Dr. Alistair H. MacLennan at the University of Adelaide, the lead author of the Australian report, explained to Reuters Health by email that participants in the Women's Health Initiative were, on average, 13 or 14 years past menopause when the study began. At that time, he said, researchers had not yet realized "that HRT can prevent the thickening of the arteries which accelerates after menopause when oestrogen levels rapidly fall," but only if treatment begins within roughly five years after menopause. In women who are well past menopause, such as the Women's Health Initiative subjects, "HRT cannot bore out blocked arteries or effectively help arteries already diseased and damaged with postmenopausal atherosclerosis," he said. 


Unfortunately, MacLennan and his colleagues found that among today's women in the 50-to-59-year age group period that is "the best and safest period" for starting HRT - 7.7 percent of women use unregistered, unconventional hormone therapies. 


MacLennan also pointed out that risk statistics in medical studies often refer to "relative risk," which shows the risk compared to a control group. "To know if it is clinically significant" - that is, if the result is worth a life-altering change - "one needs to calculate the absolute risk." 

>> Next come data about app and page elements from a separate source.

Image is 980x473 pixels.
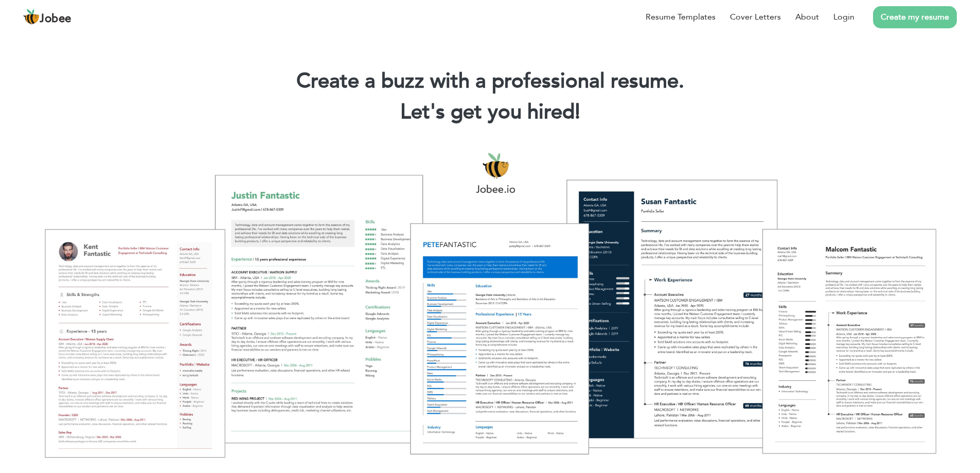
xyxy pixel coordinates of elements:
[646,11,716,23] a: Resume Templates
[16,99,964,126] h2: Let's
[873,6,956,29] a: Create my resume
[16,68,964,95] h1: Create a buzz with a professional resume.
[23,9,71,25] a: Jobee
[575,98,579,126] span: |
[795,11,819,23] a: About
[833,11,855,23] a: Login
[450,98,580,126] span: get you hired!
[40,14,71,25] span: Jobee
[730,11,781,23] a: Cover Letters
[23,9,40,25] img: jobee.io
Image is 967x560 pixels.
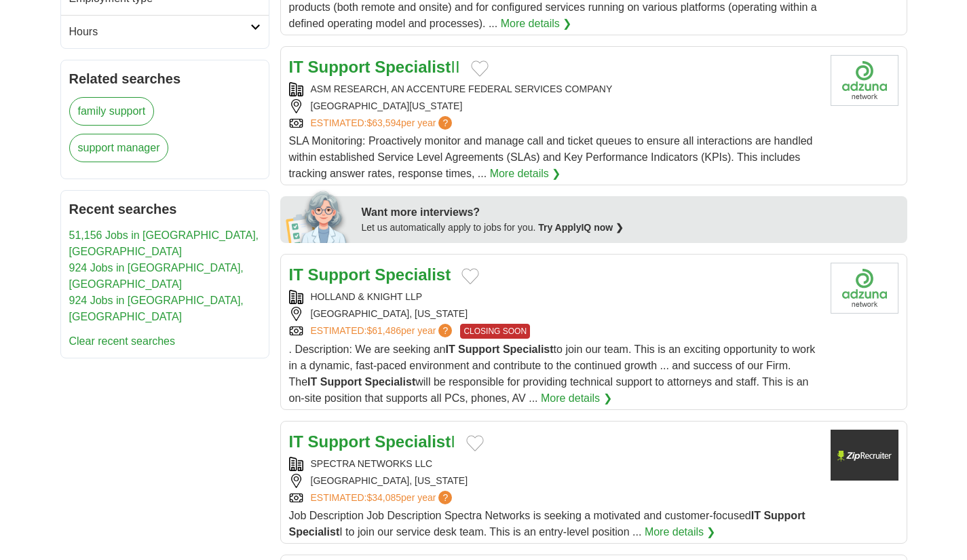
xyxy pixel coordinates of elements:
[307,376,317,387] strong: IT
[446,344,455,355] strong: IT
[69,24,250,40] h2: Hours
[538,222,624,233] a: Try ApplyIQ now ❯
[289,474,820,488] div: [GEOGRAPHIC_DATA], [US_STATE]
[831,430,899,481] img: Company logo
[69,68,261,89] h2: Related searches
[289,433,456,451] a: IT Support SpecialistI
[289,526,340,537] strong: Specialist
[69,336,175,347] a: Clear recent searches
[69,229,259,257] a: 51,156 Jobs in [GEOGRAPHIC_DATA], [GEOGRAPHIC_DATA]
[366,492,401,503] span: $34,085
[462,268,479,285] button: Add to favorite jobs
[289,344,816,404] span: . Description: We are seeking an to join our team. This is an exciting opportunity to work in a d...
[460,324,530,339] span: CLOSING SOON
[69,295,244,323] a: 924 Jobs in [GEOGRAPHIC_DATA], [GEOGRAPHIC_DATA]
[308,266,371,284] strong: Support
[289,266,304,284] strong: IT
[285,189,352,243] img: apply-iq-scientist.png
[289,82,820,96] div: ASM RESEARCH, AN ACCENTURE FEDERAL SERVICES COMPANY
[69,97,155,125] a: family support
[69,199,261,219] h2: Recent searches
[289,99,820,114] div: [GEOGRAPHIC_DATA][US_STATE]
[61,15,269,48] a: Hours
[471,60,489,76] button: Add to favorite jobs
[764,510,805,521] strong: Support
[645,524,717,540] a: More details ❯
[362,221,899,235] div: Let us automatically apply to jobs for you.
[289,58,460,76] a: IT Support SpecialistII
[366,326,401,336] span: $61,486
[831,263,899,314] img: Company logo
[366,376,416,387] strong: Specialist
[289,457,820,471] div: SPECTRA NETWORKS LLC
[289,307,820,321] div: [GEOGRAPHIC_DATA], [US_STATE]
[438,324,452,337] span: ?
[289,135,813,179] span: SLA Monitoring: Proactively monitor and manage call and ticket queues to ensure all interactions ...
[308,58,371,76] strong: Support
[69,262,244,290] a: 924 Jobs in [GEOGRAPHIC_DATA], [GEOGRAPHIC_DATA]
[458,344,500,355] strong: Support
[311,491,456,505] a: ESTIMATED:$34,085per year?
[289,290,820,304] div: HOLLAND & KNIGHT LLP
[375,433,451,451] strong: Specialist
[490,165,561,182] a: More details ❯
[311,324,456,339] a: ESTIMATED:$61,486per year?
[375,266,451,284] strong: Specialist
[751,510,761,521] strong: IT
[501,15,572,32] a: More details ❯
[311,116,456,130] a: ESTIMATED:$63,594per year?
[831,55,899,106] img: Company logo
[308,433,371,451] strong: Support
[541,390,612,406] a: More details ❯
[366,117,401,128] span: $63,594
[289,58,304,76] strong: IT
[375,58,451,76] strong: Specialist
[362,205,899,221] div: Want more interviews?
[320,376,362,387] strong: Support
[466,435,484,451] button: Add to favorite jobs
[289,433,304,451] strong: IT
[289,510,806,537] span: Job Description Job Description Spectra Networks is seeking a motivated and customer-focused I to...
[503,344,554,355] strong: Specialist
[438,491,452,505] span: ?
[69,134,169,162] a: support manager
[438,116,452,130] span: ?
[289,266,451,284] a: IT Support Specialist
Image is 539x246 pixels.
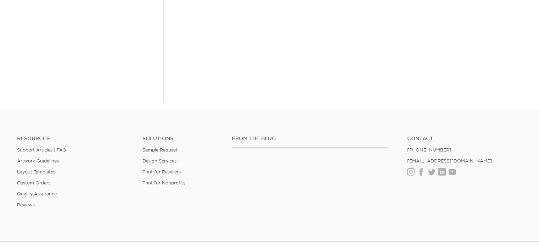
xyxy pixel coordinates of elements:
h4: Solutions [143,136,222,142]
a: Print for Resellers [143,169,181,175]
a: Artwork Guidelines [17,159,59,164]
a: [PHONE_NUMBER] [407,148,451,153]
a: Support Articles | FAQ [17,148,66,153]
h4: Resources [17,136,132,142]
a: Contact [407,136,522,142]
a: [EMAIL_ADDRESS][DOMAIN_NAME] [407,159,492,164]
a: Sample Request [143,148,178,153]
a: Reviews [17,202,35,208]
a: Layout Templates [17,169,55,175]
h4: From the Blog [232,136,388,142]
a: Print for Nonprofits [143,180,185,186]
a: Design Services [143,159,177,164]
a: Custom Orders [17,180,50,186]
a: Quality Assurance [17,191,57,197]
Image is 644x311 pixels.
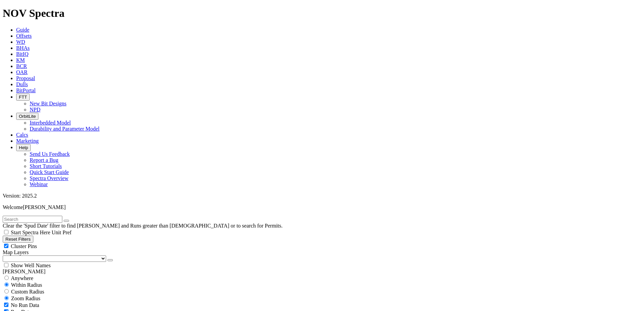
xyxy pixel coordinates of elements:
a: Durability and Parameter Model [29,126,100,132]
a: Dulls [16,82,28,87]
p: Welcome [3,204,641,211]
a: BitIQ [16,51,28,57]
span: Start Spectra Here [11,229,50,235]
a: Report a Bug [29,157,58,163]
a: OAR [16,70,27,75]
span: FTT [19,94,27,100]
a: Send Us Feedback [29,151,70,157]
span: Show Well Names [11,263,50,268]
a: Webinar [29,181,48,187]
span: Zoom Radius [11,296,40,301]
button: OrbitLite [16,113,38,120]
a: Spectra Overview [29,175,68,181]
a: BCR [16,64,27,69]
span: Help [19,145,28,150]
a: Proposal [16,76,35,81]
span: Anywhere [11,276,33,281]
a: BitPortal [16,88,35,93]
span: Map Layers [3,249,29,255]
h1: NOV Spectra [3,7,641,19]
span: OrbitLite [19,114,35,119]
span: Custom Radius [11,289,44,294]
button: Reset Filters [3,235,33,243]
a: Quick Start Guide [29,169,69,175]
span: Clear the 'Spud Date' filter to find [PERSON_NAME] and Runs greater than [DEMOGRAPHIC_DATA] or to... [3,223,283,229]
input: Search [3,216,62,223]
a: Calcs [16,132,28,138]
button: FTT [16,94,29,100]
a: Guide [16,27,29,33]
a: New Bit Designs [29,100,66,106]
a: Marketing [16,138,39,144]
a: WD [16,39,25,45]
span: [PERSON_NAME] [23,204,66,210]
button: Help [16,144,31,151]
input: Start Spectra Here [4,230,9,234]
span: Within Radius [11,282,42,288]
a: Short Tutorials [29,163,62,169]
a: BHAs [16,45,29,51]
span: Unit Pref [52,229,72,235]
a: KM [16,58,25,63]
a: Interbedded Model [29,120,71,126]
a: Offsets [16,33,31,39]
a: NPD [29,107,40,112]
div: [PERSON_NAME] [3,269,641,275]
span: Cluster Pins [11,243,37,249]
span: No Run Data [11,302,39,308]
div: Version: 2025.2 [3,193,641,199]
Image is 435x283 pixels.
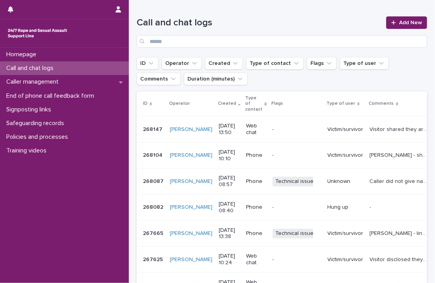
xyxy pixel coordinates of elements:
a: [PERSON_NAME] [170,178,213,185]
a: [PERSON_NAME] [170,256,213,263]
p: Phone [246,204,266,211]
p: [DATE] 10:10 [219,149,240,162]
input: Search [137,35,427,48]
p: - [273,126,322,133]
p: Phone [246,178,266,185]
p: Training videos [3,147,53,154]
p: 268147 [143,125,164,133]
p: Homepage [3,51,43,58]
button: Type of contact [246,57,304,70]
p: Call and chat logs [3,64,60,72]
p: Victim/survivor [328,152,364,159]
button: Operator [162,57,202,70]
span: Add New [399,20,422,25]
p: Web chat [246,253,266,266]
p: Operator [169,99,190,108]
p: 268087 [143,177,165,185]
p: 267665 [143,229,165,237]
a: Add New [386,16,427,29]
p: Caller management [3,78,65,86]
p: - [273,152,322,159]
p: Web chat [246,123,266,136]
button: Comments [137,73,181,85]
a: [PERSON_NAME] [170,126,213,133]
p: Victim/survivor [328,230,364,237]
p: Victim/survivor [328,256,364,263]
button: Flags [307,57,337,70]
p: End of phone call feedback form [3,92,100,100]
span: Technical issue - other [273,177,336,186]
img: rhQMoQhaT3yELyF149Cw [6,25,69,41]
a: [PERSON_NAME] [170,152,213,159]
h1: Call and chat logs [137,17,382,29]
p: [DATE] 13:38 [219,227,240,240]
p: 268082 [143,202,165,211]
p: ID [143,99,148,108]
a: [PERSON_NAME] [170,230,213,237]
p: Comments [369,99,394,108]
p: [DATE] 08:40 [219,201,240,214]
p: Type of contact [245,94,263,114]
a: [PERSON_NAME] [170,204,213,211]
p: - [273,204,322,211]
p: 268104 [143,150,164,159]
p: Phone [246,230,266,237]
p: Victim/survivor [328,126,364,133]
p: [DATE] 10:24 [219,253,240,266]
p: Signposting links [3,106,57,113]
p: Created [218,99,236,108]
button: ID [137,57,159,70]
p: Safeguarding records [3,120,70,127]
p: 267625 [143,255,164,263]
p: Visitor shared they are having night terrors and flashbacks. Disclosed rape from multiple perpetr... [370,125,430,133]
p: - [370,202,373,211]
p: Flags [272,99,284,108]
p: Policies and processes [3,133,74,141]
p: Unknown [328,178,364,185]
p: Visitor disclosed they experienced voyeurism last night when a partner filmed them having sex wit... [370,255,430,263]
p: Sarah - line was very bad, cutting in and out. Started to talk about moving house and financial d... [370,229,430,237]
p: [DATE] 13:50 [219,123,240,136]
button: Duration (minutes) [184,73,248,85]
button: Created [205,57,243,70]
p: Caller did not give name. Line was very distorted and I couldn't hear the caller. When I communic... [370,177,430,185]
span: Technical issue - other [273,229,336,238]
button: Type of user [340,57,389,70]
p: - [273,256,322,263]
p: [DATE] 08:57 [219,175,240,188]
p: Phone [246,152,266,159]
p: Type of user [327,99,356,108]
p: Hung up [328,204,364,211]
p: Rachel - shared she experienced FGM and forced abortion at age 14 from a group of men who filmed ... [370,150,430,159]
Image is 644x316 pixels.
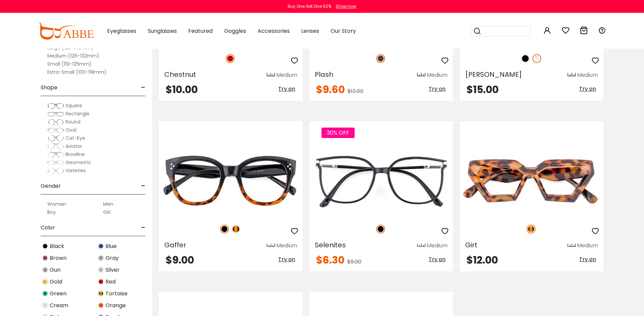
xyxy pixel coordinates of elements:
[49,289,66,298] span: Green
[301,27,319,35] span: Lenses
[47,135,64,142] img: Cat-Eye.png
[42,243,49,250] img: Black
[165,240,187,250] span: Gaffer
[578,71,598,79] div: Medium
[347,258,361,266] span: $9.00
[49,266,60,274] span: Gun
[66,126,77,134] span: Oval
[579,85,596,93] span: Try on
[42,255,49,261] img: Brown
[277,85,297,94] button: Try on
[376,224,385,233] img: Black
[418,244,426,248] img: size ruler
[316,253,344,267] span: $6.30
[105,242,117,250] span: Blue
[105,301,126,309] span: Orange
[220,224,229,233] img: Black
[309,145,453,218] img: Black Selenites - TR Universal Bridge Fit
[333,4,356,9] a: Shop now
[467,82,499,97] span: $15.00
[277,71,297,79] div: Medium
[66,102,82,109] span: Square
[267,72,275,78] img: size ruler
[103,208,111,216] label: Girl
[66,159,91,166] span: Geometric
[336,4,356,10] div: Shop now
[465,69,522,79] span: [PERSON_NAME]
[427,255,448,264] button: Try on
[105,278,116,286] span: Red
[427,71,448,79] div: Medium
[460,145,603,218] img: Tortoise Girt - Plastic ,Universal Bridge Fit
[226,54,235,63] img: Red
[66,167,86,174] span: Varieties
[579,255,596,264] span: Try on
[141,80,145,96] span: -
[527,224,536,233] img: Tortoise
[232,224,240,233] img: Tortoise
[107,27,136,35] span: Eyeglasses
[49,242,64,250] span: Black
[49,278,62,286] span: Gold
[376,54,385,63] img: Chocolate
[47,151,64,158] img: Browline.png
[277,241,297,250] div: Medium
[97,243,104,250] img: Blue
[418,72,426,78] img: size ruler
[467,253,498,267] span: $12.00
[159,145,302,218] img: Black Gaffer - Acetate ,Universal Bridge Fit
[429,85,446,93] span: Try on
[47,200,66,208] label: Women
[277,255,297,264] button: Try on
[427,241,448,250] div: Medium
[315,69,333,79] span: Plash
[41,220,55,236] span: Color
[316,82,345,97] span: $9.60
[42,290,49,297] img: Green
[568,72,576,78] img: size ruler
[66,134,86,142] span: Cat-Eye
[42,278,49,285] img: Gold
[38,23,94,40] img: abbeglasses.com
[224,27,246,35] span: Goggles
[49,254,66,262] span: Brown
[42,302,49,309] img: Cream
[41,80,58,96] span: Shape
[278,255,295,264] span: Try on
[429,255,446,264] span: Try on
[568,244,576,248] img: size ruler
[97,302,104,309] img: Orange
[257,27,290,35] span: Accessories
[47,208,56,216] label: Boy
[66,142,82,150] span: Aviator
[47,127,64,134] img: Oval.png
[315,240,346,250] span: Selenites
[47,103,64,109] img: Square.png
[278,85,295,93] span: Try on
[42,267,49,273] img: Gun
[47,159,64,166] img: Geometric.png
[427,85,448,94] button: Try on
[533,54,541,63] img: Clear
[47,111,64,117] img: Rectangle.png
[141,178,145,194] span: -
[41,178,61,194] span: Gender
[578,85,598,94] button: Try on
[47,52,100,60] label: Medium (126-132mm)
[66,110,89,117] span: Rectangle
[105,266,120,274] span: Silver
[166,253,194,267] span: $9.00
[47,168,64,175] img: Varieties.png
[49,301,69,309] span: Cream
[267,244,275,248] img: size ruler
[141,220,145,236] span: -
[66,151,85,158] span: Browline
[166,82,198,97] span: $10.00
[97,255,104,261] img: Gray
[66,118,80,126] span: Round
[103,200,114,208] label: Men
[97,290,104,297] img: Tortoise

"The relative risk in the Women's Health Initiative was 1.26 and was (frighteningly) and wrongly interpreted by some media and public (to mean) that 26 percent of women would have breast cancer on HRT. The risk actually depends on the individual's background risk for breast cancer and what HRT regimen she is taking and for how long," MacLennan said. 


For example," he continued, in the Women's Health Initiative the absolute risk of breast cancer after 5.6 years of combined estrogen and progestin therapy was increased by less than 0.1 percent per year, which "may to some women on combined HRT be worth the advantages, e.g., quality of life, bone, and possibly heart and brain protection."


In an editorial, Dr. David Sturdee, President of the International Menopause Society, advises, "It's extremely important that women receive the correct treatment, rather than try something which may have no effect or may even be harmful. I'd urge women to contact their doctor before starting any treatment for menopause symptoms."